Will Yellow Banana’s grocery store deal in Chicago food deserts go bad?

It’s a good sign that grocer Yellow Banana reopened a Save A Lot store in the West Garfield Park neighborhood last week, providing a bit of relief in one of the city’s most parched food deserts.

The community’s residents certainly saw it that way, lining up in droves Thursday to attend a reopening ceremony and shop at the store at 420 S. Pulaski Road.

But as the Sun-Times Watchdogs reported recently, the Ohio-based Yellow Banana company is also being rocked in other states by store closures, fines, delinquent tax and utility bill payments, health code violations and a $2 million lawsuit.

That’s troubling news. The West and South sides deserve more grocery stores that sell healthy, affordable food. And we want Yellow Banana to deliver, for the sake of folks who don’t have the means to travel several neighborhoods away to buy a week’s worth of groceries — or just pick up a loaf of bread when they run out.

Editorial

Editorial

But with all of its financial troubles, can the company fully live up to its promise to renovate, reopen and operate six Chicago Save A Lot stores — even with the incentive of $13.5 million in city funding?

Right now, the forecast looks cloudy. The store execs behind the deal, and the city, better be working overtime to make sure the stores are a success.

A company that’s ‘not good’ at what it’s doing

Yellow Banana has had to close 16 stores in Ohio, Florida, Texas and Wisconsin. Those that weren’t shuttered were taken over by Missouri-based Save A Lot, the Sun-Times reported.

In just two years, Yellow Banana has gone from controlling 38 Save A Lots down to just eight in Chicago. Six of those eight stores, including the West Garfield Park location, are slated to reopen under the $13.5 million deal with the city, hatched in 2022.

But so far, the West Garfield Park store, closed two years ago, is the only one to reopen.

On behalf of the Sun-Times, Northwestern University Kellogg School of Management professor Thomas Lys reviewed some of the financial documents the company provided to the city in 2022 to help craft the subsidy arrangement.

“When I look at this balance sheet, it’s a company that’s not good at doing whatever it’s doing,” Lys said. “I don’t see anything here that would give the people on the South and West sides any hope. Understand, all I know is what’s been conveyed to me.

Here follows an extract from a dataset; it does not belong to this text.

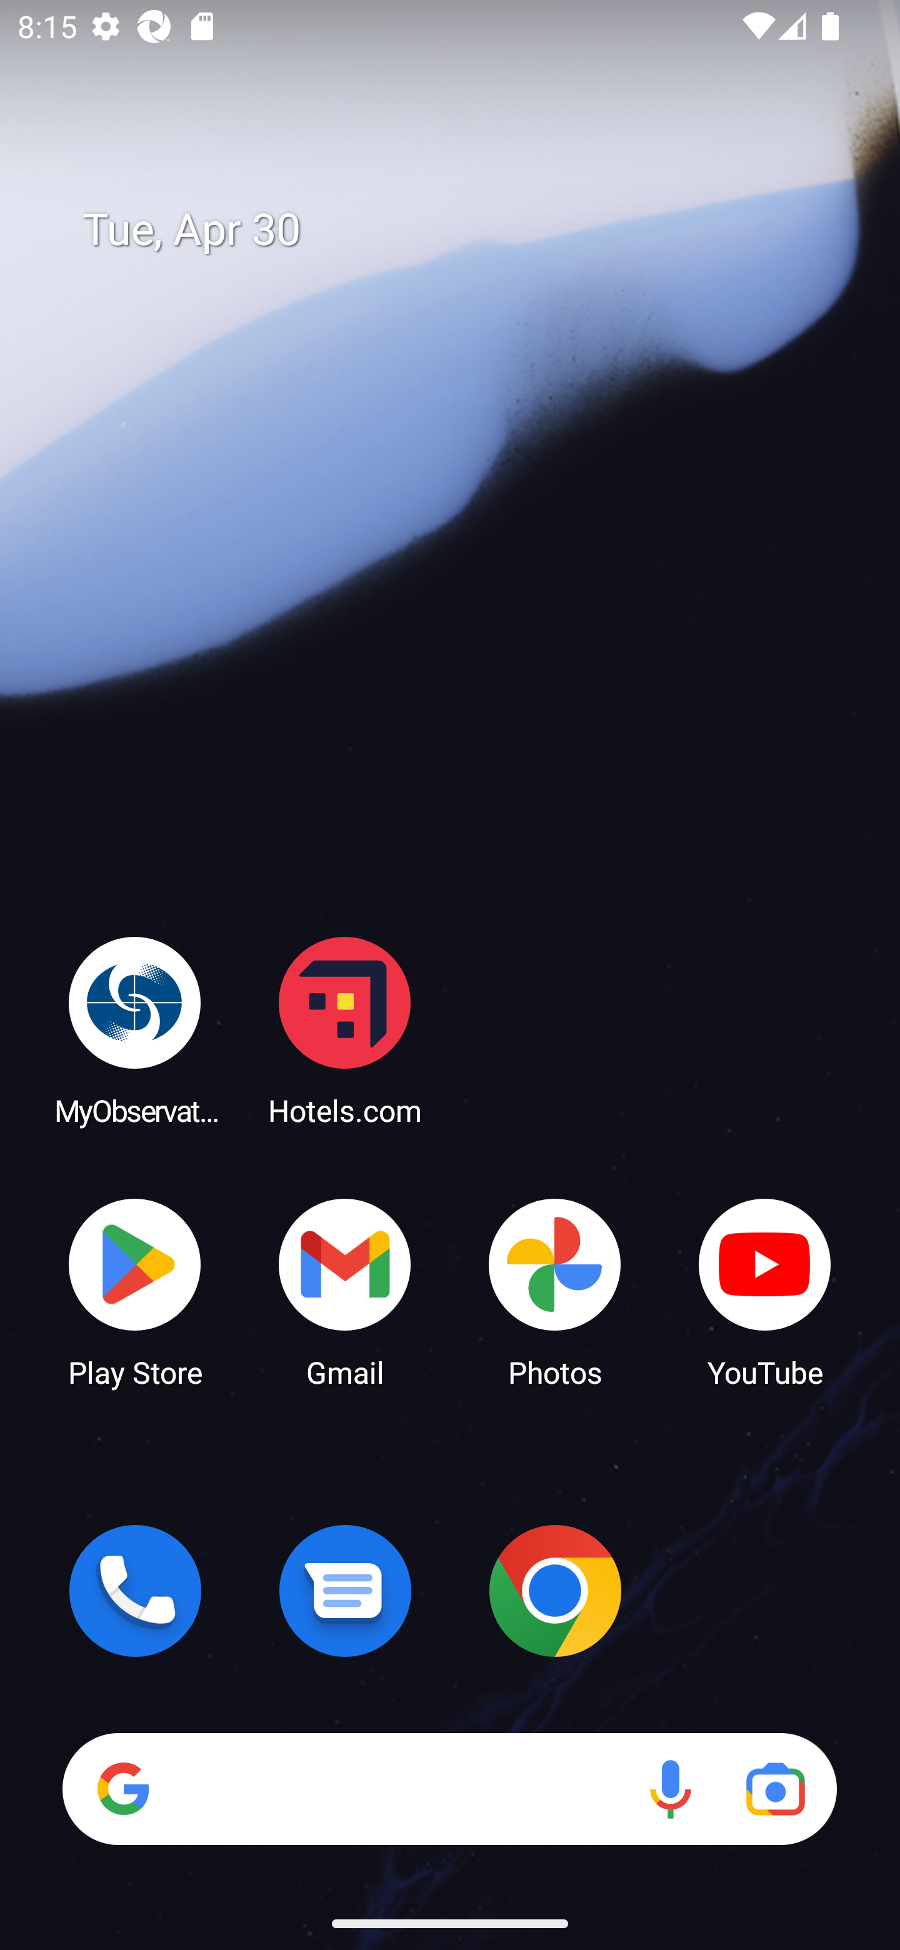  I want to click on Google Lens, so click(775, 1789).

But this is a company that can’t pay $800 for its utility bill.”

It can be tough to find companies willing to open up a business and stay the course in lower-income communities of color. Think back to the closure of the Whole Foods in Englewood in 2022, and Walmart shutting down stores in Chatham, Kenwood and Little Village last year.

Even so, that the city knew the company wasn’t in good financial shape, but went ahead with the agreement anyway, is alarming.

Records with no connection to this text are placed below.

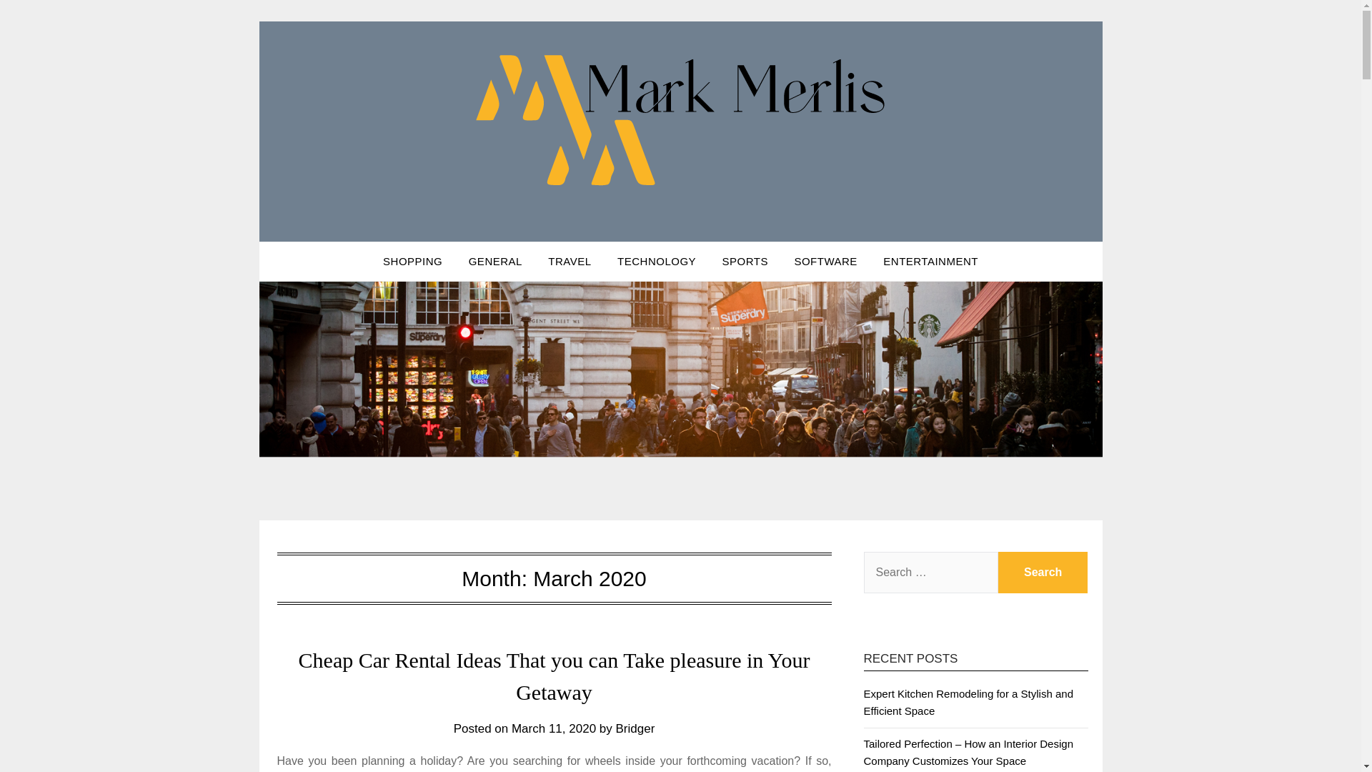 Image resolution: width=1372 pixels, height=772 pixels. I want to click on Bridger, so click(636, 728).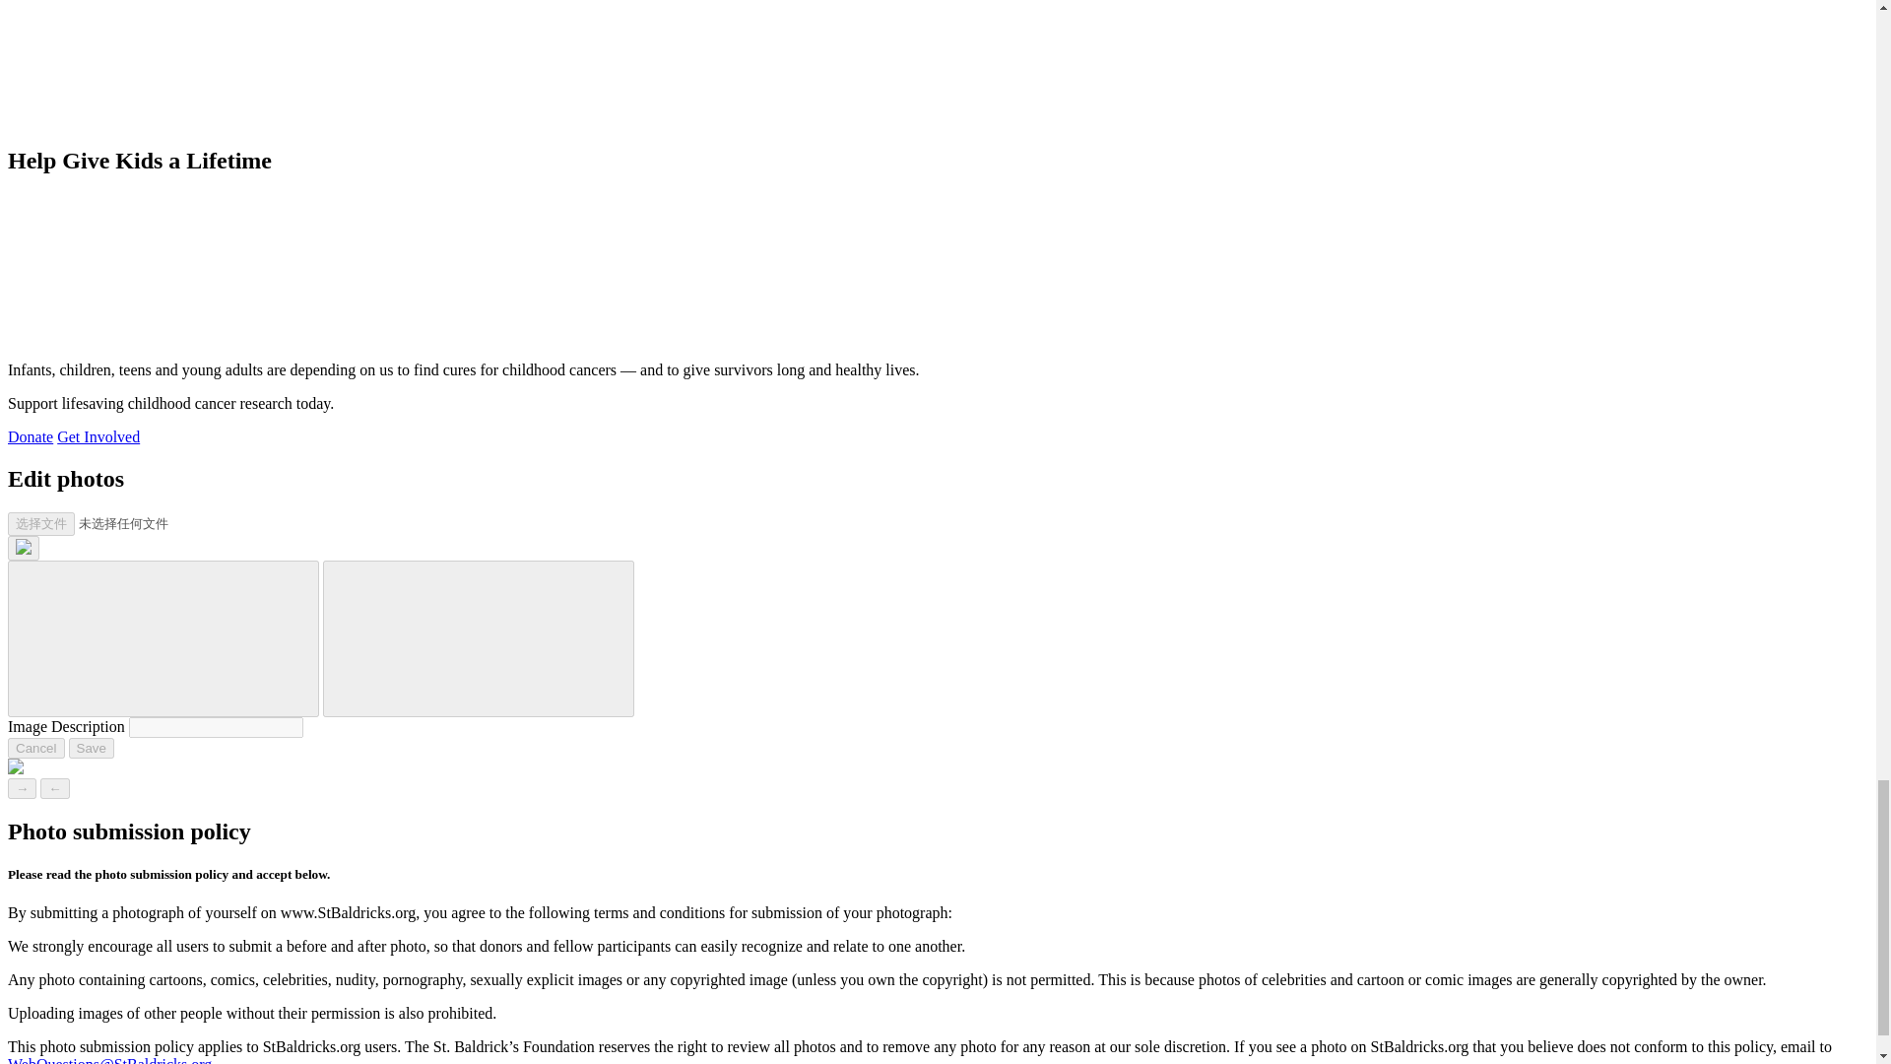 The width and height of the screenshot is (1891, 1064). Describe the element at coordinates (30, 437) in the screenshot. I see `Donate` at that location.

Public is owed an explanation

The six Save A Lot stores must reopen by next April and remain open for at least a decade. Otherwise, Yellow Banana will have to repay the full amount of the subsidy.

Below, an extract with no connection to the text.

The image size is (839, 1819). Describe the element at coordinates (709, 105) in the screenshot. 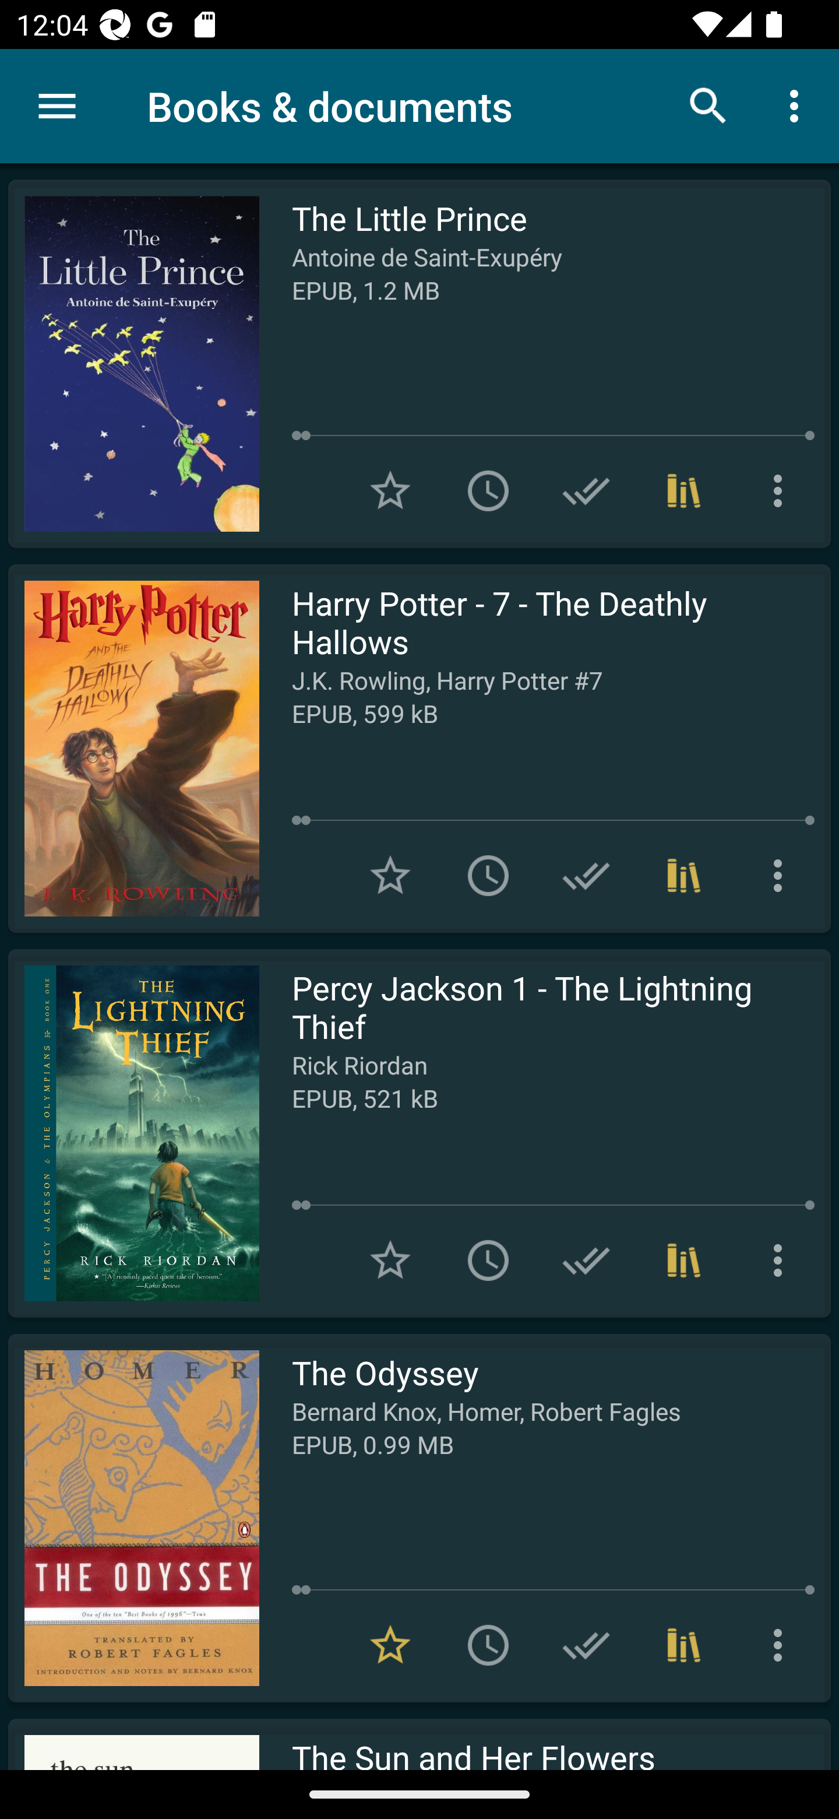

That sounds like a safeguard, but could Chicago really get its money back? Or would the city become just another creditor trying to get blood from a Save A Lot turnip?

Even worse, people in those communities would be left wandering in the food desert, once again, if things don’t work out.

Which would be a travesty. West Side residents helped Yellow Banana craft the Pulaski Road store. Their input led the store to add fresh-cut turkey, organic products such as baby spinach and lettuce, and even floors and lighting designed to make the store feel more welcoming.

All of that effort can’t be allowed to go to waste.

Yellow Banana CEO Joseph Canfield and Save A Lot Chief Development Officer Bill Mayo attended last week’s store reopening. But they didn’t want to talk about Yellow Banana’s troubles.

“We’re looking forward on things; we’re really not going to talk about things in the past,” Canfield said. “We don’t comment on any litigation. Any challenges we have with suppliers, we are actively working through with them.”

Said Mayo: “We’re trying to focus on getting this store open, opening up the other stores, getting in the market and being successful. We’re really looking forward. That’s really what our focus is.”

But Canfield, Mayo, and the city for that matter, should explain how Yellow Banana intends to solve its financial issues, and open — and keep open — all six stores.